Cohere Partners With Google Cloud To Train Large Language Models

Cohere Partners With Google Cloud To Train Large Language Models

Google Cloud, Google’s cloud computing services platform, announced a multi-year collaboration with startup Cohere to “accelerate natural language processing (NLP) to businesses by making it more cost-effectively.”

Under the partnership, Google Cloud says it’ll help Cohere establish computing infrastructure to power Cohere’s API, enabling Cohere to train large language models on dedicated hardware.

The news comes a day after Cohere announced the general availability of its API, which lets customers access models that are fine-tuned for a range of natural language applications — in some cases at a fraction of the cost of rival offerings. “Leading companies around the world are using AI to fundamentally transform their business processes and deliver more helpful customer experiences,” Google Cloud CEO Thomas Kurian said in a statement. “Our work with Cohere will make it easier and more cost-effective for any organisation to realise the possibilities of AI with powerful NLP services powered by Google’s custom-designed [hardware].”

Unlike some of its competitors, Cohere offers two types of English NLP models, generation and representation, in large, medium, and small sizes. The generation models can complete tasks involving generating text — for example, writing product descriptions or extracting document metadata. By contrast, the representative models are about understanding language, driving apps like semantic search, chatbots, and sentiment analysis.

To keep its technology relatively affordable, Cohere charges access on a per-character basis based on the size of the model and the number of characters apps use. Only the generated models charge on input and output characters, while other models charge on output characters. Meanwhile, all fine-tuned models —  models tailored to particular domains, industries, or scenarios — are set at two times the baseline model rate.

Also Read: Why Language Matters

Large language models

The partnership with Google Cloud will grant Cohere access to dedicated fourth-generation tensor processing units (TPUs) running in Google Cloud instances. TPUs are custom chips explicitly developed to accelerate AI training, powering products like Google Search, Google Photos, Google Translate, Google Assistant, Gmail, and Google Cloud AI APIs.

“The partnership will run until the end of 2024 with options to extend into 2025 and 2026. Google Cloud and Cohere have plans to partner on a go-to-market strategy,” said Gomez. “We met with several Cloud providers and felt that Google Cloud was best positioned to meet our needs.”

Cohere’s decision to partner with Google Cloud reflects the logistical challenges of developing large language models. For example, Nvidia’s recently released Megatron 530B model was trained across 560 Nvidia DGX A100 servers, each hosting 8 Nvidia A100 80GB GPUs. Microsoft and Nvidia say they observed between 113 to 126 teraflops per second per GPU while training Megatron 530B, which would put the training cost in the millions of dollars.

Inference — actually running the trained model — is another challenge. On two of its costly DGX SuperPod systems, Nvidia claims that inference ( autocompleting a sentence) with Megatron 530B only takes half a second. But it can take over a minute on a CPU-based on-premises server. While cloud alternatives might be cheaper, they’re not dramatically so — one estimate pegs the cost of running GPT-3 on a single Amazon Web Services instance at a minimum of $87,000 per year.

Cohere rival OpenAI trains its large language models on an “AI supercomputer” hosted by Microsoft, which invested over $1 billion in the company in 2020, roughly $500 million of which came in the form of Azure compute credits.

Affordable NLP

In Cohere, Google Cloud — which already offered a range of NLP services — gains a customer in a market that’s increasing during the pandemic. According to a 2021 survey from John Snow Labs and Gradient Flow, 60 per cent of tech leaders indicated that their NLP budgets grew by at least 10 per cent compared to 2020, while a third — 33 per cent — said their spending climbed by more than 30 per cent.

“We’re dedicated to supporting companies, such as Cohere, through our advanced infrastructure offering to drive innovation in NLP,” Google Cloud AI director of product management Craig Wiley told VentureBeat via email. “Our goal is always to provide the best pipeline tools for developers of NLP models. By bringing together the NLP expertise from both Cohere and Google Cloud, we are going to be able to provide customers with some pretty extraordinary outcomes.”

The global NLP market will be worth $2.53 billion by 2027, up from $703 million in 2020. And if the current trend holds, a substantial portion of that spending will be put toward cloud infrastructure — benefiting Google Cloud.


* [WHAT NEEDS TO BE DONE]: Copy each line in the data that includes the word "Automated".
***** SOURCE MATERIAL *****
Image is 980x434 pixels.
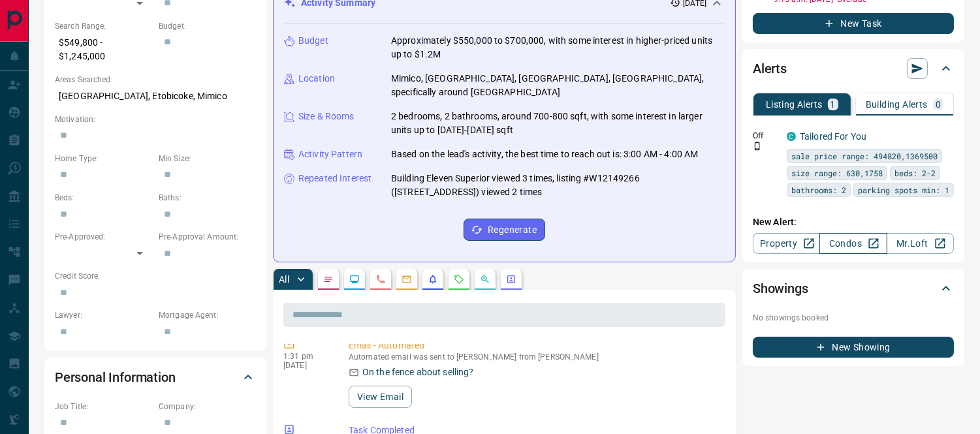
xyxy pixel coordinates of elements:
[935,100,941,109] p: 0
[349,386,412,408] button: View Email
[800,131,866,142] a: Tailored For You
[464,219,545,241] button: Regenerate
[428,274,438,285] svg: Listing Alerts
[159,401,256,412] p: Company:
[283,361,329,370] p: [DATE]
[766,100,823,109] p: Listing Alerts
[391,34,725,62] p: Approximately $550,000 to $700,000, with some interest in higher-priced units up to $1.2M
[323,274,334,285] svg: Notes
[283,352,329,361] p: 1:31 pm
[753,312,954,324] p: No showings booked
[159,231,256,243] p: Pre-Approval Amount:
[391,171,725,199] p: Building Eleven Superior viewed 3 times, listing #W12149266 ([STREET_ADDRESS]) viewed 2 times
[792,150,938,162] span: sale price range: 494820,1369500
[858,183,950,197] span: parking spots min: 1
[55,362,256,393] div: Personal Information
[753,215,954,229] p: New Alert:
[55,73,256,85] p: Areas Searched:
[753,13,954,34] button: New Task
[753,233,820,254] a: Property
[349,352,720,362] p: Automated email was sent to [PERSON_NAME] from [PERSON_NAME]
[55,367,176,388] h2: Personal Information
[792,166,883,180] span: size range: 630,1758
[831,100,836,109] p: 1
[506,274,516,285] svg: Agent Actions
[391,72,725,99] p: Mimico, [GEOGRAPHIC_DATA], [GEOGRAPHIC_DATA], [GEOGRAPHIC_DATA], specifically around [GEOGRAPHIC_...
[753,278,809,299] h2: Showings
[298,148,363,161] p: Activity Pattern
[55,231,152,243] p: Pre-Approved:
[753,130,779,142] p: Off
[753,142,762,151] svg: Push Notification Only
[391,148,698,161] p: Based on the lead's activity, the best time to reach out is: 3:00 AM - 4:00 AM
[787,132,796,141] div: condos.ca
[159,20,256,32] p: Budget:
[55,270,256,282] p: Credit Score:
[349,339,720,352] p: Email - Automated
[454,274,464,285] svg: Requests
[55,85,256,107] p: [GEOGRAPHIC_DATA], Etobicoke, Mimico
[363,366,474,379] p: On the fence about selling?
[401,274,412,285] svg: Emails
[159,153,256,165] p: Min Size:
[298,171,372,185] p: Repeated Interest
[349,274,360,285] svg: Lead Browsing Activity
[55,192,152,204] p: Beds:
[55,114,256,125] p: Motivation:
[480,274,490,285] svg: Opportunities
[298,72,335,85] p: Location
[753,273,954,304] div: Showings
[279,275,289,284] p: All
[55,401,152,412] p: Job Title:
[55,309,152,321] p: Lawyer:
[159,309,256,321] p: Mortgage Agent:
[887,233,954,254] a: Mr.Loft
[391,110,725,137] p: 2 bedrooms, 2 bathrooms, around 700-800 sqft, with some interest in larger units up to [DATE]-[DA...
[820,233,887,254] a: Condos
[753,58,787,79] h2: Alerts
[159,192,256,204] p: Baths:
[298,110,355,123] p: Size & Rooms
[866,100,928,109] p: Building Alerts
[55,20,152,32] p: Search Range:
[792,183,846,197] span: bathrooms: 2
[895,166,935,180] span: beds: 2-2
[753,53,954,85] div: Alerts
[375,274,386,285] svg: Calls
[298,34,329,47] p: Budget
[753,337,954,358] button: New Showing
[55,32,152,68] p: $549,800 - $1,245,000
[55,153,152,165] p: Home Type:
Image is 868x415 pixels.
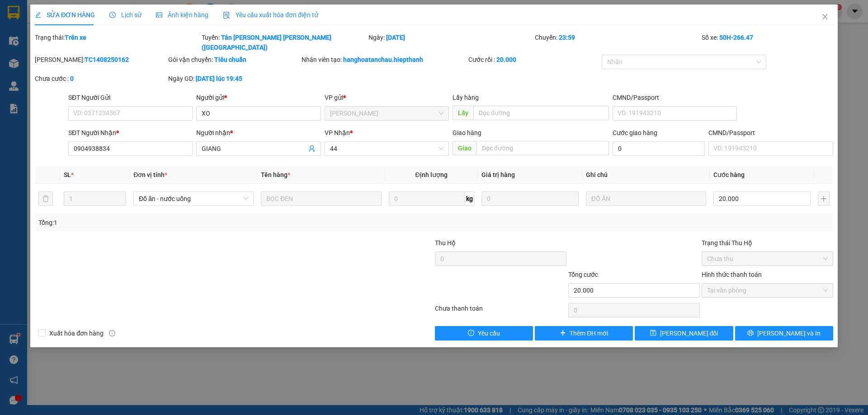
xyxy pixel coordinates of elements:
span: Thêm ĐH mới [569,328,608,338]
input: Dọc đường [473,106,609,120]
span: printer [747,330,753,337]
span: close [821,13,828,20]
div: Chưa thanh toán [434,303,567,319]
input: Dọc đường [477,141,609,155]
div: CMND/Passport [708,128,833,137]
span: plus [559,330,566,337]
div: Nhân viên tạo: [302,55,467,64]
b: 0 [70,75,74,82]
div: Trạng thái Thu Hộ [701,238,833,248]
div: Người nhận [196,128,321,137]
div: Người gửi [196,93,321,103]
div: CMND/Passport [612,93,737,103]
div: Chưa cước : [35,74,166,83]
span: Chưa thu [707,252,828,266]
span: kg [465,192,474,206]
div: SĐT Người Gửi [68,93,193,103]
span: Xuất hóa đơn hàng [45,328,107,338]
span: Thu Hộ [435,239,456,247]
span: [PERSON_NAME] đổi [660,328,718,338]
input: 0 [481,192,578,206]
b: [DATE] lúc 19:45 [196,75,242,82]
span: Đơn vị tính [133,171,167,178]
input: VD: Bàn, Ghế [261,192,381,206]
span: Giá trị hàng [481,171,514,178]
span: Định lượng [415,171,448,178]
div: [PERSON_NAME]: [35,55,166,64]
div: Số xe: [701,33,834,52]
span: picture [156,12,162,18]
button: plus [817,192,829,206]
span: Giao [453,141,477,155]
input: Ghi Chú [586,192,706,206]
div: Chuyến: [534,33,701,52]
span: Ảnh kiện hàng [156,11,208,18]
div: Tuyến: [201,33,367,52]
span: clock-circle [109,12,116,18]
b: [DATE] [386,34,405,41]
span: Tên hàng [261,171,290,178]
span: Lấy hàng [453,94,479,101]
span: edit [35,12,41,18]
span: Đồ ăn - nước uống [139,192,248,206]
span: [PERSON_NAME] và In [757,328,820,338]
th: Ghi chú [582,166,710,184]
div: Trạng thái: [34,33,201,52]
span: Yêu cầu xuất hóa đơn điện tử [223,11,318,18]
span: 44 [330,142,443,155]
span: Lấy [453,106,473,120]
span: VP Nhận [324,129,350,136]
b: Trên xe [64,34,86,41]
span: Giao hàng [453,129,481,136]
b: 50H-266.47 [719,34,753,41]
b: hanghoatanchau.hiepthanh [343,56,423,63]
button: Close [812,4,838,30]
span: Tổng cước [568,271,598,278]
div: Cước rồi : [468,55,600,64]
span: exclamation-circle [468,330,474,337]
div: SĐT Người Nhận [68,128,193,137]
label: Hình thức thanh toán [701,271,761,278]
div: Gói vận chuyển: [168,55,300,64]
span: Yêu cầu [478,328,500,338]
span: SỬA ĐƠN HÀNG [35,11,95,18]
span: Lịch sử [109,11,141,18]
span: Cước hàng [713,171,744,178]
label: Cước giao hàng [612,129,657,136]
div: Ngày: [367,33,534,52]
b: 23:59 [559,34,575,41]
b: TC1408250162 [85,56,129,63]
button: exclamation-circleYêu cầu [435,326,533,341]
b: 20.000 [496,56,516,63]
span: info-circle [109,330,116,336]
button: printer[PERSON_NAME] và In [735,326,833,341]
b: Tân [PERSON_NAME] [PERSON_NAME] ([GEOGRAPHIC_DATA]) [201,34,331,51]
span: user-add [308,145,316,152]
div: VP gửi [324,93,449,103]
span: save [650,330,657,337]
button: save[PERSON_NAME] đổi [634,326,733,341]
div: Ngày GD: [168,74,300,83]
span: Tại văn phòng [707,284,828,297]
input: Cước giao hàng [612,141,705,156]
span: SL [64,171,71,178]
button: plusThêm ĐH mới [535,326,633,341]
span: Tân Châu [330,107,443,120]
button: delete [39,192,53,206]
img: icon [223,12,230,19]
b: Tiêu chuẩn [214,56,246,63]
div: Tổng: 1 [39,218,335,228]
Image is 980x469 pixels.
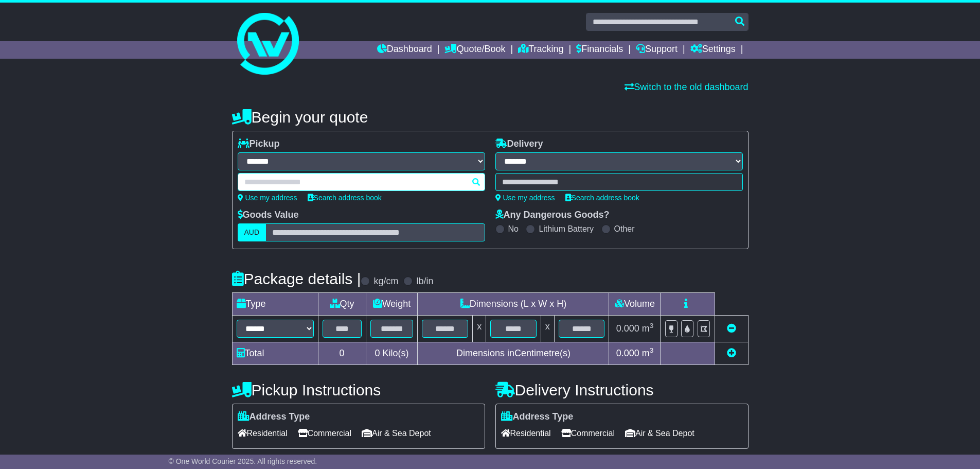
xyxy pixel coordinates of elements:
[237,411,310,423] label: Address Type
[366,342,418,365] td: Kilo(s)
[362,425,431,441] span: Air & Sea Depot
[609,293,660,315] td: Volume
[518,41,563,59] a: Tracking
[625,425,694,441] span: Air & Sea Depot
[495,209,610,221] label: Any Dangerous Goods?
[373,276,398,287] label: kg/cm
[366,293,418,315] td: Weight
[318,293,366,315] td: Qty
[727,348,736,358] a: Add new item
[444,41,505,59] a: Quote/Book
[418,342,609,365] td: Dimensions in Centimetre(s)
[650,346,654,354] sup: 3
[495,139,543,150] label: Delivery
[614,224,635,234] label: Other
[232,293,318,315] td: Type
[318,342,366,365] td: 0
[237,173,485,191] typeahead: Please provide city
[616,348,639,358] span: 0.000
[642,323,654,334] span: m
[377,41,432,59] a: Dashboard
[298,425,352,441] span: Commercial
[416,276,433,287] label: lb/in
[495,194,555,202] a: Use my address
[169,457,317,465] span: © One World Courier 2025. All rights reserved.
[308,194,382,202] a: Search address book
[565,194,639,202] a: Search address book
[232,270,361,287] h4: Package details |
[232,342,318,365] td: Total
[232,381,485,398] h4: Pickup Instructions
[501,411,573,423] label: Address Type
[237,194,297,202] a: Use my address
[237,223,266,241] label: AUD
[472,315,486,342] td: x
[501,425,551,441] span: Residential
[576,41,623,59] a: Financials
[727,323,736,334] a: Remove this item
[418,293,609,315] td: Dimensions (L x W x H)
[375,348,380,358] span: 0
[625,82,748,92] a: Switch to the old dashboard
[237,209,299,221] label: Goods Value
[495,381,748,398] h4: Delivery Instructions
[237,425,288,441] span: Residential
[508,224,518,234] label: No
[691,41,736,59] a: Settings
[642,348,654,358] span: m
[561,425,615,441] span: Commercial
[636,41,677,59] a: Support
[237,139,280,150] label: Pickup
[616,323,639,334] span: 0.000
[538,224,593,234] label: Lithium Battery
[650,322,654,329] sup: 3
[232,108,748,125] h4: Begin your quote
[541,315,554,342] td: x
*****
* [COMPLETED EXERCISE]:
[349,352,720,362] p: Automated email was sent to [PERSON_NAME] from [PERSON_NAME]
[349,339,720,352] p: Email - Automated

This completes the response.